The graphic advertising the Washington Times' four-part series on sex-selective abortion and female infanticide should tell you a little something about the politics at play in its coverage: The words "Killing Eve: India's Abortion Crisis" appear in large text over a red background. It was fair enough warning to take cover from the surefire hailstorm of political rhetoric and hyperbole to come. But we're still left to don some waders in hopes of trudging through the remaining swamp.
In a few words, the Times sums up the grim reality for many Indian girls: "First, there are the baby girls who, simply because they are female, are put on piles of dry grass and burned. Or they are placed in bags and fatally stabbed." The estimates for the numbers of India's "missing girls" are bleak: UNICEF places the number at 2.5 million a year; there are a total of 43 million "missing" Indian girls, according to the medical journal Lancet.
But, at least for me, the Times' political motivation eclipses its reporting on the issue of sex-selective abortions. Author Julia Duin refers to sex-selective abortions as "female feticide," which, at least in this country, carries a bigger punch than "abortion." The terms aren't drastically different in definition, but it's a politically significant choice, similar to others made time and again throughout the piece: An interviewee refers to medical practitioners who perform sex-selective abortions as "womb raiders"; there's the weighty series title "Killing Eve"; and the fourth installment in the series looks critically at General Electric for supplying India with thousands of ultrasound machines (which, mind you, are not inherently evil) and quotes an Indian activist: "In the United States, ultrasound is used to protect the fetus. Here it is used to destroy it."
Duin also raises questions about hypocrisy among feminists who campaign for a woman's right to choose but condemn sex-selective abortions. Reporter Elisabeth Bumiller's "May You Be the Mother of a Hundred Sons" is quoted: "Was it intellectually consistent to be in favor of a woman's right to abortion yet opposed to sex-selective abortion? Some Indian feminists referred to sex-selective abortion as 'female feticide,' which made me wonder why they were not opposed to 'male feticide' as well." But, please, "male feticide," understood in this case as the widespread practice of aborting male fetuses because of their maleness, just ... does not exist.
There definitely are hypocritical feminist arguments about sex-selective abortions. But they don't necessarily have to be so. Individual decisions to end a pregnancy are completely different from the systematic eradication of one gender of fetus. Not to mention, as our readers have argued before, it's possible to fully support a woman's choice to have a sex-selective abortion while condemning the social and economic conditions that make that an appealing choice or -- for poor Indian families unable to commit to a dowry -- no real choice at all.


■ Problem details ■
Scan the material that follows. Copy every line containing the word "label".

________________________

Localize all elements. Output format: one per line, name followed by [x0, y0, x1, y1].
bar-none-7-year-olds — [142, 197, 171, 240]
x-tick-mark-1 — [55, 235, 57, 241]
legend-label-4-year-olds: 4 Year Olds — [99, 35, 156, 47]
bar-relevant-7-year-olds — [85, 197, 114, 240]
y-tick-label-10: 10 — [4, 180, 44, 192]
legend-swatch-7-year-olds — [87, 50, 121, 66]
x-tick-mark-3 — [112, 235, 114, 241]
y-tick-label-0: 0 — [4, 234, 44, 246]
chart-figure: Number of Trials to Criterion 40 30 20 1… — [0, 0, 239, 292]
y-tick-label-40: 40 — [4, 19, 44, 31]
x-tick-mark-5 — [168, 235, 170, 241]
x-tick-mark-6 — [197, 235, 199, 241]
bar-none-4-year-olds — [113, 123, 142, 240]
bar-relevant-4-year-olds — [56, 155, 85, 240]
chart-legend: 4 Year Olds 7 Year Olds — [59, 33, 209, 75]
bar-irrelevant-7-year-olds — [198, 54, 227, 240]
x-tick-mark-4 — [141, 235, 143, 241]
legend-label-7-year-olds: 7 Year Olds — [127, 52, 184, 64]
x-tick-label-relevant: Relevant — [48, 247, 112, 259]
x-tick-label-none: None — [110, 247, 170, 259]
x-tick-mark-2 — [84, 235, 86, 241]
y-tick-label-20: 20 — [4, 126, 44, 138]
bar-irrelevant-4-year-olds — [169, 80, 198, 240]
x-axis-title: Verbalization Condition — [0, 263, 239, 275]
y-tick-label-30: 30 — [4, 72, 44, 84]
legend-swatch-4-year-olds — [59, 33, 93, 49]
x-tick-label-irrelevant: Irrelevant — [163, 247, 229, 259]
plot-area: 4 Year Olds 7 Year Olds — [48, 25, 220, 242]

________________________

■ Solution for this problem ■
legend-label-4-year-olds: 4 Year Olds — [99, 35, 156, 47]
y-tick-label-10: 10 — [4, 180, 44, 192]
y-tick-label-0: 0 — [4, 234, 44, 246]
y-tick-label-40: 40 — [4, 19, 44, 31]
legend-label-7-year-olds: 7 Year Olds — [127, 52, 184, 64]
x-tick-label-relevant: Relevant — [48, 247, 112, 259]
x-tick-label-none: None — [110, 247, 170, 259]
y-tick-label-20: 20 — [4, 126, 44, 138]
y-tick-label-30: 30 — [4, 72, 44, 84]
x-tick-label-irrelevant: Irrelevant — [163, 247, 229, 259]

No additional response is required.